[imagesource:wikimediacommons]
Christopher Nolan has drawn a dramatic comparison between the rapidly developing technology of artificial intelligence and his new movie about the creation of the atomic bomb.
In a conversation following a preview screening of Oppenheimer in New York, Nolan expressed his concern for the rapid rise in AI alongside other panellists, including Los Alamos National Laboratory director Dr Thom Mason, physicists Dr Carlo Rovelli and Dr Kip Thorne, plus author Kai Bird, who co-wrote American Prometheus: The Triumph and Tragedy of J. Robert Oppenheimer, which Nolan’s film is based on. Variety notes his concerns:
“The rise of companies in the last 15 years bandying words like algorithm — not knowing what they mean in any kind of meaningful, mathematical sense — these guys don’t know what an algorithm is,” Nolan shared at the screening. “People in my business talking about it, they just don’t want to take responsibility for whatever that algorithm does.”

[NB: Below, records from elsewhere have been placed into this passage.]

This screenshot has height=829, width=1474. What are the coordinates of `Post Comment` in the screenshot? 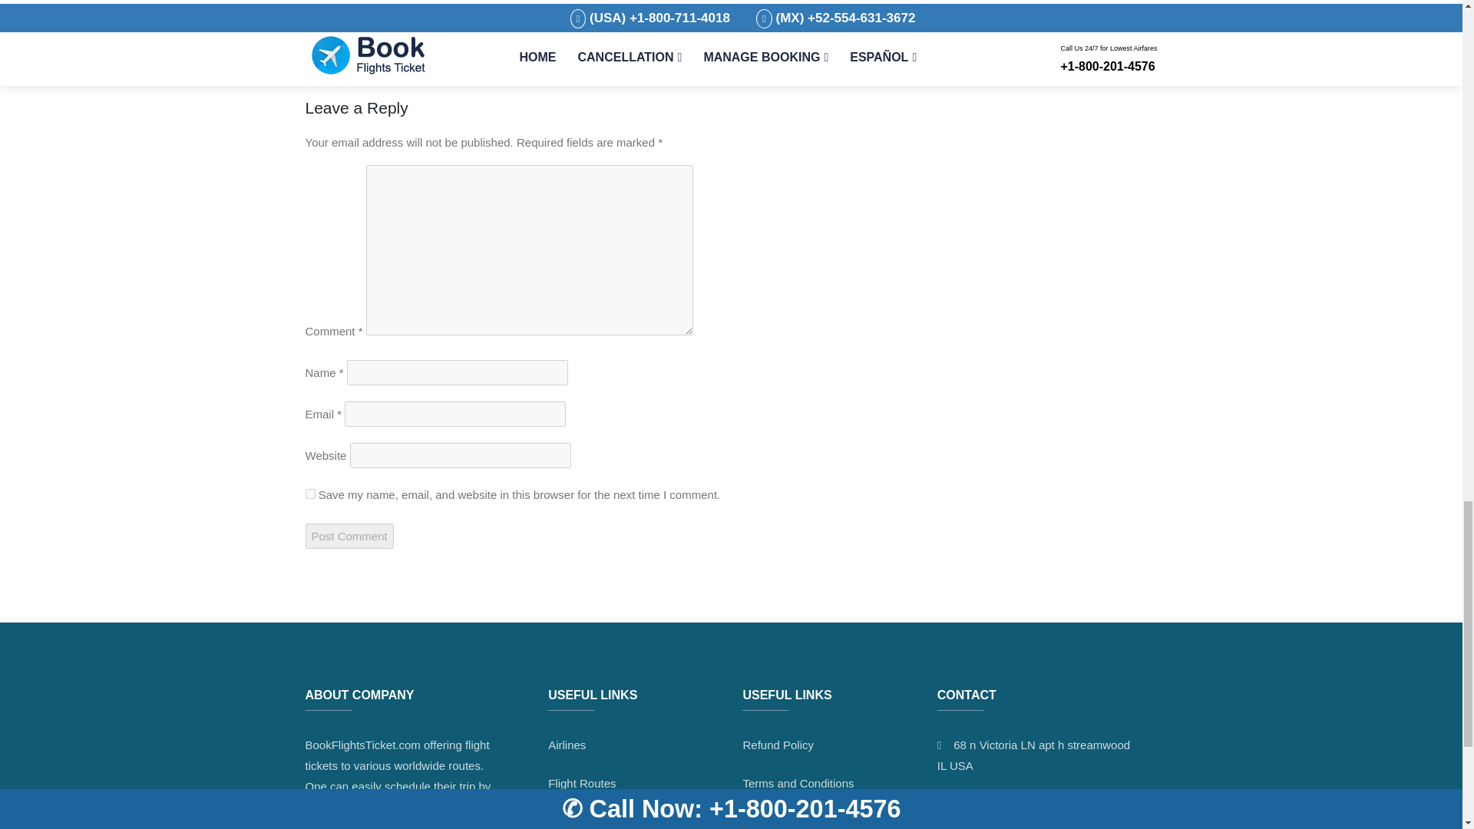 It's located at (349, 536).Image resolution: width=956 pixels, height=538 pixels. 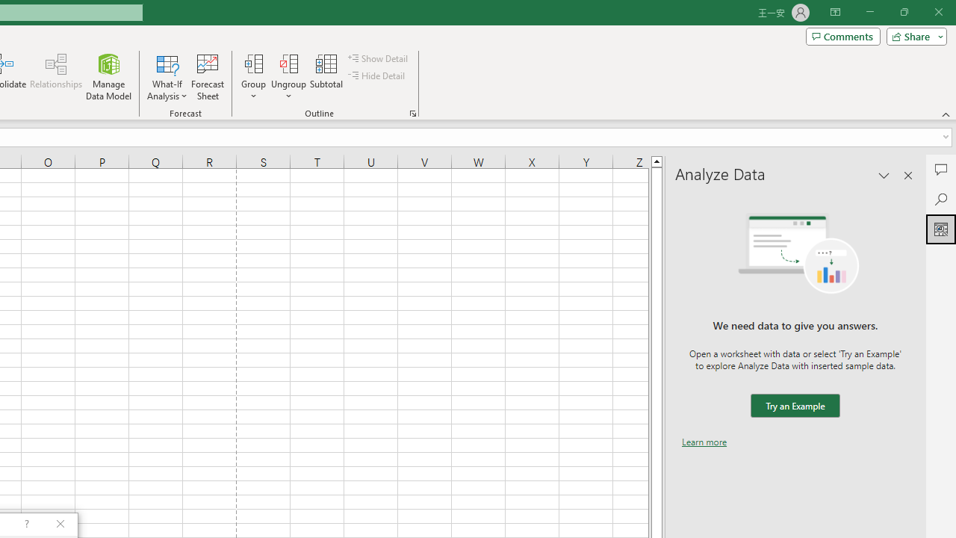 I want to click on Analyze Data, so click(x=941, y=228).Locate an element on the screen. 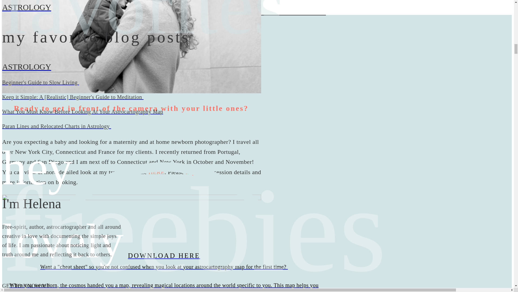  inquire is located at coordinates (194, 172).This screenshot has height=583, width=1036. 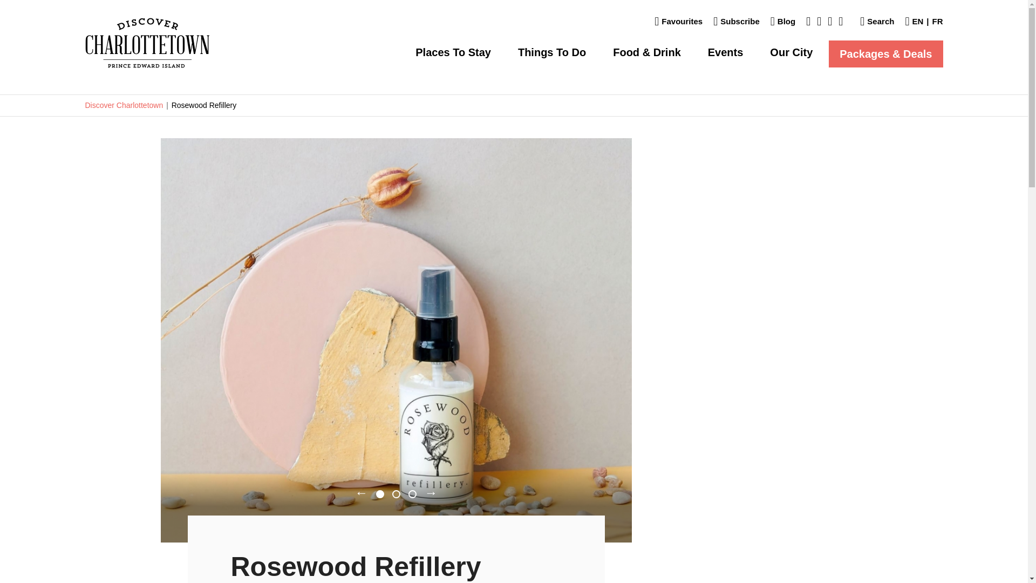 What do you see at coordinates (147, 44) in the screenshot?
I see `Discover Charlottetown` at bounding box center [147, 44].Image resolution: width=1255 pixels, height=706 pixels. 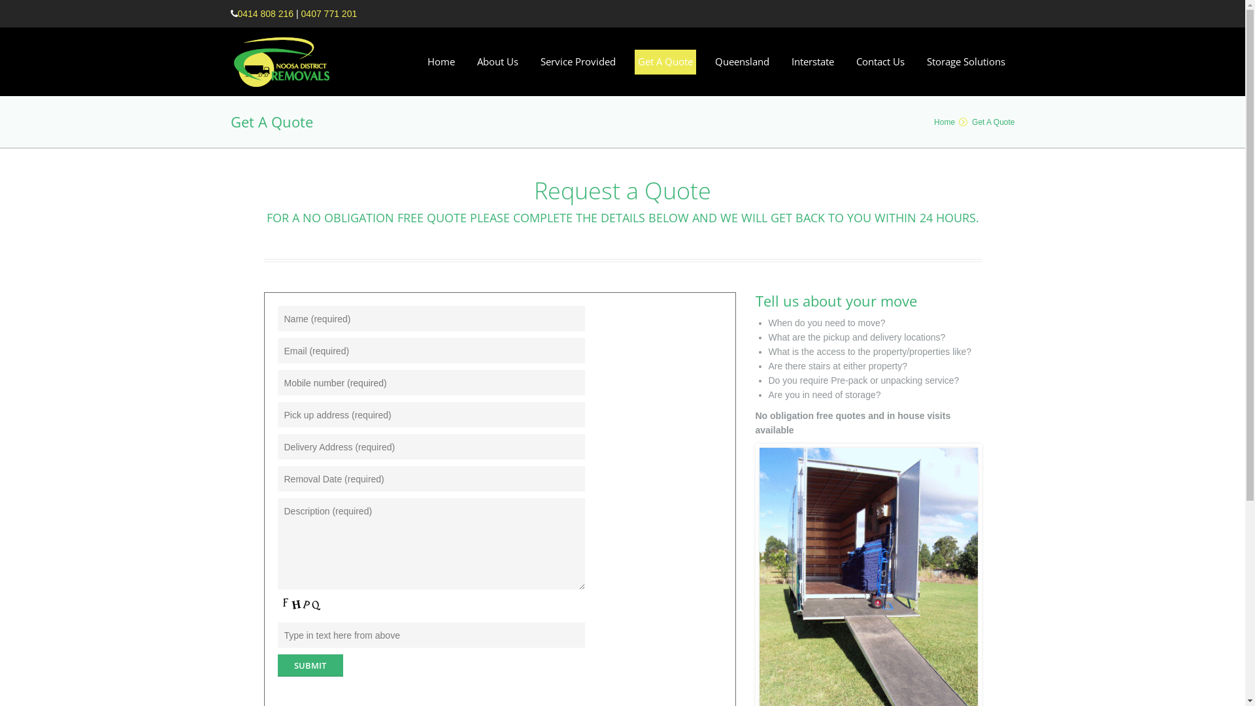 I want to click on Home, so click(x=945, y=122).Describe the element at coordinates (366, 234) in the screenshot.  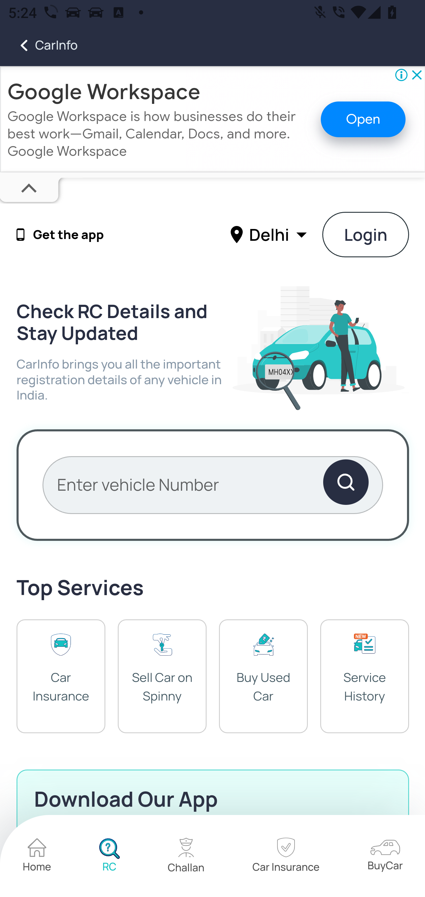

“Applied to AI, that’s a terrifying possibility. Terrifying,” Nolan continued. “Not least because, AI systems will go into defensive infrastructure ultimately. They’ll be in charge of nuclear weapons. To say that that is a separate entity from the person wielding, programming, putting that AI to use, then we’re doomed. It has to be about accountability. We have to hold people accountable for what they do with the tools that they have.”